When former Vice President Joe Biden talks about raising and spending $3 trillion in his first year, he means it. But that may or may not be possible, regardless of what our friends on the FOMC do or do not. We're waiting for a candidate that wants to raise taxes and not raise spending.

The FRBNY noted in a recent blog:

“Extreme economic uncertainty caused many market participants, such as asset managers and central banks, to exit Treasury positions to raise liquidity as volatility rose sharply. Broker-dealers, such as the primary dealers, make markets in Treasury and other securities: they purchase securities from sellers, holding an inventory over time, and ultimately sell securities to market participants looking to buy. Given the substantial sales in March, dealer inventories rose notably, particularly in Treasury coupons, as shown in the chart below.”

The primary dealers as a group almost got blown out in March, like most restaurants in lower Manhattan right about now. The Powell Fed knows that direct support for the Treasury market via QE is a permanent fixture on the economic scene.

And they know that the dealer banks have zero appetite for supporting a failing Treasury market, meaning that the Fed of New York is the market. Indeed, the Fed’s supposed change in policy regarding inflation targeting was really just window dressing, lipstick on the proverbial pig.

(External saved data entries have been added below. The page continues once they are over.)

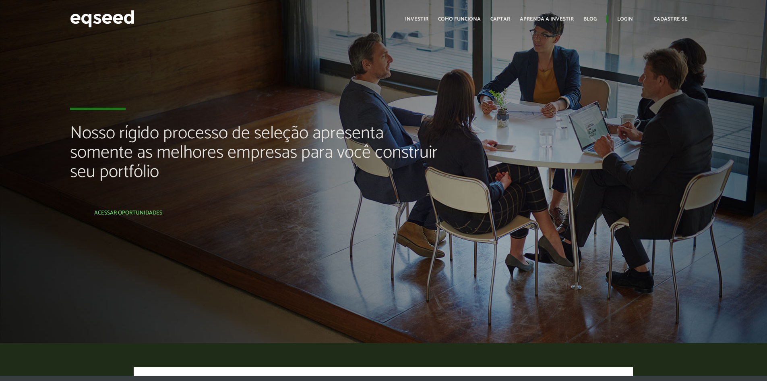 The height and width of the screenshot is (381, 767). What do you see at coordinates (417, 19) in the screenshot?
I see `a: Investir` at bounding box center [417, 19].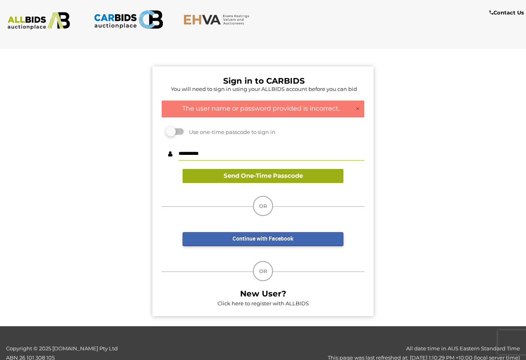  Describe the element at coordinates (263, 109) in the screenshot. I see `h4: The user name or password provided is incorrect.` at that location.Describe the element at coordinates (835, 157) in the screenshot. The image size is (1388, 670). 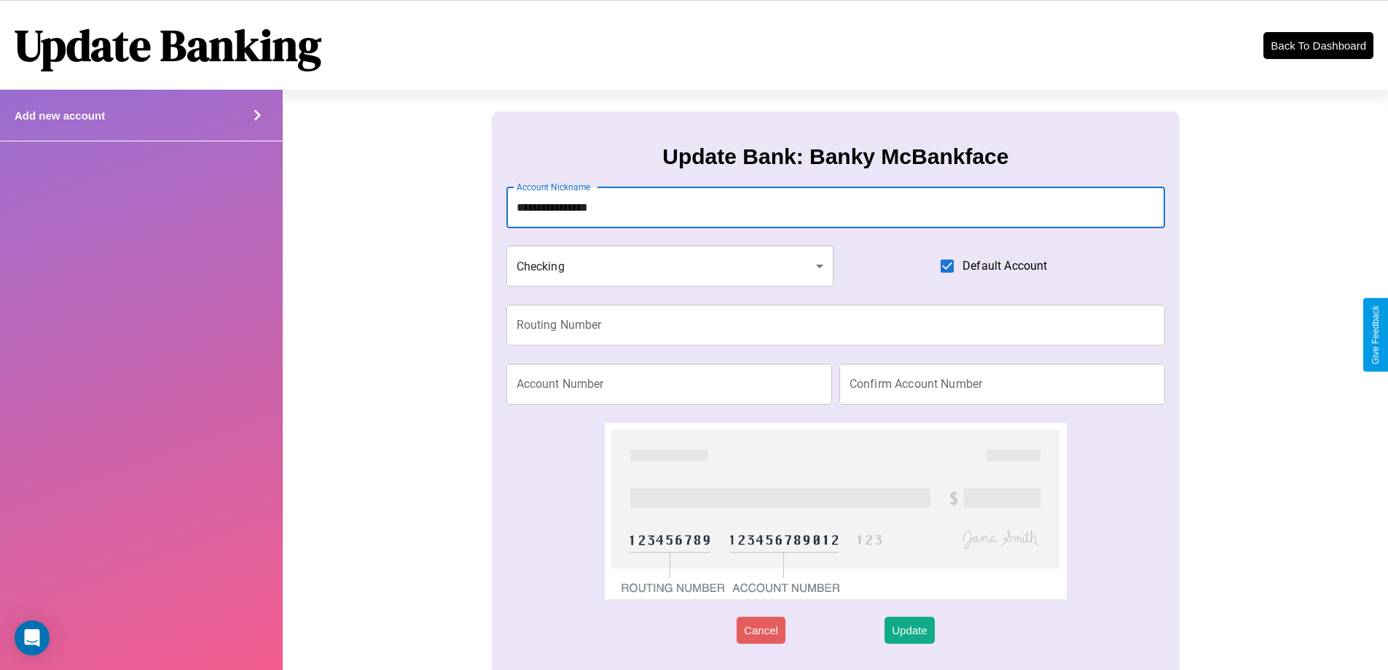
I see `h3: Update Bank: Banky McBankface` at that location.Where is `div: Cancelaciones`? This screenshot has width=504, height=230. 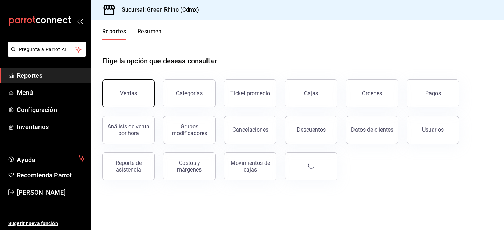 div: Cancelaciones is located at coordinates (250, 130).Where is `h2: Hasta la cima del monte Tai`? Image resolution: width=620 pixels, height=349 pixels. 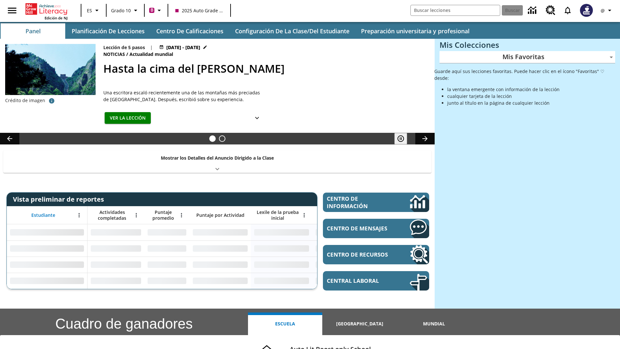 h2: Hasta la cima del monte Tai is located at coordinates (265, 68).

The economists will talk about inflation, but the reality is in more or less continuous open market operations.

Just as with downside of manipulating interest expense, the economist fraternity misses the punch line. Inflation must be higher because the Fed must continue to buy trillions in Treasury debt and agency MBS each year. No matter who wins the presidential election in November, have no doubt that Chairman Powell is the most important man in town.

ABOUT CHRISTOPHER WHALEN 

Christopher Whalen is the author of the book Ford Men and chairman of Whalen Global Advisors. Over the past three decades, he has worked for financial firms including Bear, Stearns & Co., Prudential Securities, Tangent Capital Partners and Carrington. 

This piece does not necessarily reflect the opinion of Hedgeye.